The panel said at the time that the new guidance would take effect immediately and apply to pending and future gas projects. The panel voted unanimously Thursday to step back from that commitment, which is now labeled as a draft and would apply only to projects filed after FERC finalizes the policy statements. The commission said it will seek further public comment before making a final decision.

In a related development, FERC approved three natural gas projects that have been pending before the panel for months. Two of the projects will expand gas production in the U.S. Gulf Coast, while the third is located in New York State.
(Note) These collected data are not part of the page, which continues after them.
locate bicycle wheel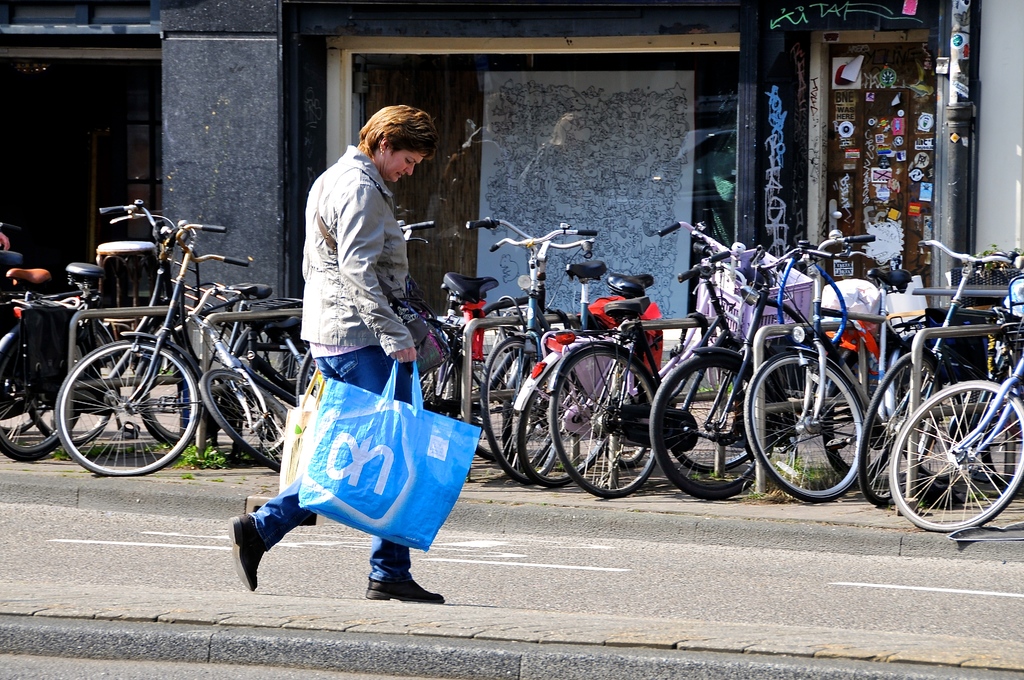
select_region(857, 350, 947, 505)
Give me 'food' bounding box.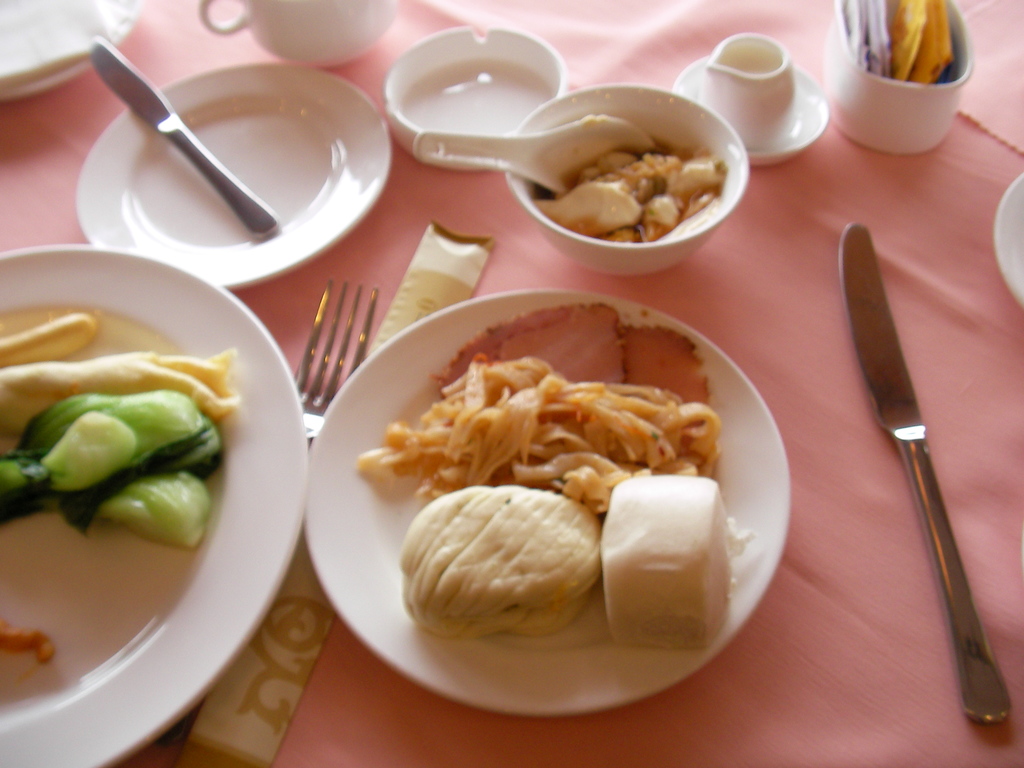
<box>337,312,758,628</box>.
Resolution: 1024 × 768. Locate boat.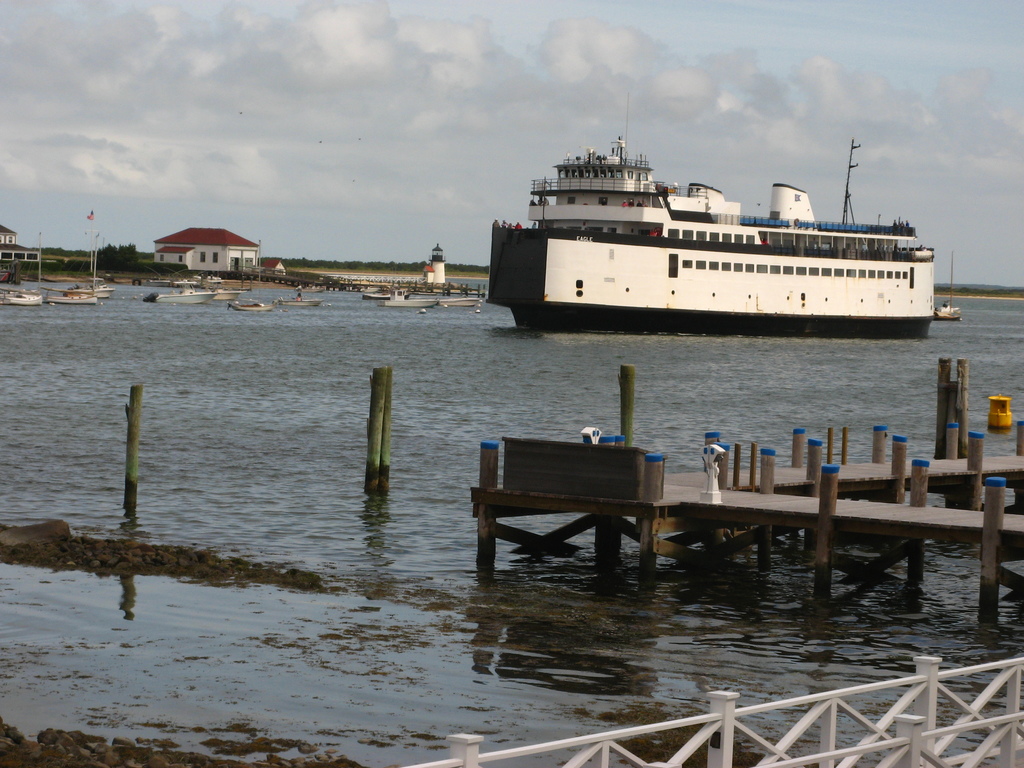
BBox(472, 109, 953, 326).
One of the projects will connect with an export terminal in Louisiana for liquefied natural gas, or LNG.

President Joe Biden has pledged to cut in half planet-warming emissions from fossil fuels such as oil and gas by 2030, but the Ukraine war has upended that focus as the administration takes steps to rein in rising energy costs and promote natural gas exports to Europe.

The U.S. sharply increased gas exports in the runup to the war and is looking for ways to “surge” LNG supplies to the European Union to help reduce its dependence on Russian gas, said Jake Sullivan, Biden’s national security adviser.

The EU imports 90% of the natural gas used to generate electricity, heat homes and supply industry, with Russia supplying almost 40% of EU gas and a quarter of its oil.

The American Gas Association said FERC’s action to delay the climate policy was “encouraging,” adding that without changes, the plan would “actively discourage the development of pipeline infrastructure, reduce reliability and raise consumer costs.” The industry group filed a legal challenge to the climate plan last week.

Wyoming Sen. John Barrasso, the top Republican on the Senate energy panel, said FERC “must go back to the drawing board and start over on these harmful proposals.″

But Kelly Sheehan, senior director of the Sierra Club’s energy campaigns, said the draft policy was a small step toward meeting the commission’s legal requirements to protect the environment and guard against climate change.

“The fossil fuel industry and the politicians they finance are pitching a fit because they’re worried FERC’s modest proposed policy changes might mean they no longer have free rein to build as many polluting pipelines as they want, with no regard for the impacts on communities or the climate,″ Sheehan said.

The commission’s approval of three fracked-gas pipelines Thursday “makes it painfully clear that FERC has not changed course,″ Sheehan added.

Former FERC Chairman Neil Chatterjee, a Republican who supported a compromise proposal on climate change last year, decried the panel’s actions.

“Today’s result exposes that ferc is now a political body more than a quasi-judicial one,” he wrote Thursday on Twitter. “Should more emphasis be placed on ‘lobbying’ commissioners than focusing on arguments in (court) pleadings?”

Chatterjee, a former McConnell aide who was elevated to chairman by former President Donald Trump and later demoted by Trump, called the panel’s decision to delay the climate rule “a big-time win” for pipeline companies. Any company considering a natural gas project “should expedite and move forward ASAP before the commission finalizes the statements,” he wrote.